Kafka Consumer: Retrieves messages from Kafka topics.
Kafka Architecture
Apache Kafka has four core APIs that shape its architecture:
Kafka Producer API: Allows an application to publish a stream of records to one or more Kafka topics.
Kafka Consumer API: Subscribes to one or more topics and processes the stream of records produced.
Kafka Streams API: Lets applications process and transform data streams from input topics to output topics efficiently.
Kafka Connector API: Enables the creation of reusable producers or consumers that connect Kafka topics with external systems, such as real-time database change capturing.
Kafka Components
Kafka’s messaging system is built upon the following components:
Kafka Topic: Kafka stores messages in Topics, which are partitioned for scalability and replicated for fault tolerance, ensuring reliability.

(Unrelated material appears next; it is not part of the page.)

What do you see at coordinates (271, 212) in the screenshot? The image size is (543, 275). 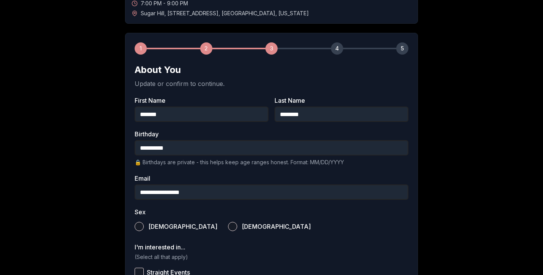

Kafka Producer: Publishes messages to a Kafka topic.
Kafka Consumer: Subscribes to a topic(s), reads, and processes messages from the topic(s).
Kafka Broker: Manages the storage of messages in the topic(s). A Kafka cluster consists of multiple brokers.
Kafka Zookeeper: Manages metadata for brokers and facilitates health checking and leadership elections.
Kafka Partition: Each partition is either a leader or a replica. The leader handles reads and writes, while replicas sync data and take over if the leader fails.
Kafka Use Cases
Messaging: Kafka can replace traditional message brokers due to its superior throughput, partitioning, replication, and fault tolerance.
Event Sourcing: Kafka’s ability to store large logs makes it ideal for event sourcing, capturing all changes to the application state as a sequence of events.
How to Build Your Own Kafka
Implement TCP Server
Start by creating a TCP server on port 9092 to handle client connections.
Parse Correlation ID
Extract the correlation ID from client requests and return it in responses to match requests correctly.
Parse API Version
Check the API version sent by the client. If unsupported, respond with error code 35 (UNSUPPORTED_VERSION).
Handle API Versions Requests
Respond with a list of API keys and versions supported by the broker to ensure compatibility with clients.
Support Sequential Requests
Handle multiple sequential requests from the same client over a single connection, ensuring responses match requests.
Support Concurrent Requests
Enable concurrent request handling to allow multiple clients to interact with the broker simultaneously.
Implement Describe Topic Partitions API
Provide metadata about topics and partitions or return an error for unknown topics.
Implement Fetch API
Create the ability to fetch messages by extracting the topic ID and partition, retrieving messages, and returning them to the client.
These steps guide you through building a simple Kafka-like broker focused on the protocol layer. While distributed components like replication, failover, and consumer groups are not included, this build lays the foundation for understanding how real-world Kafka systems operate.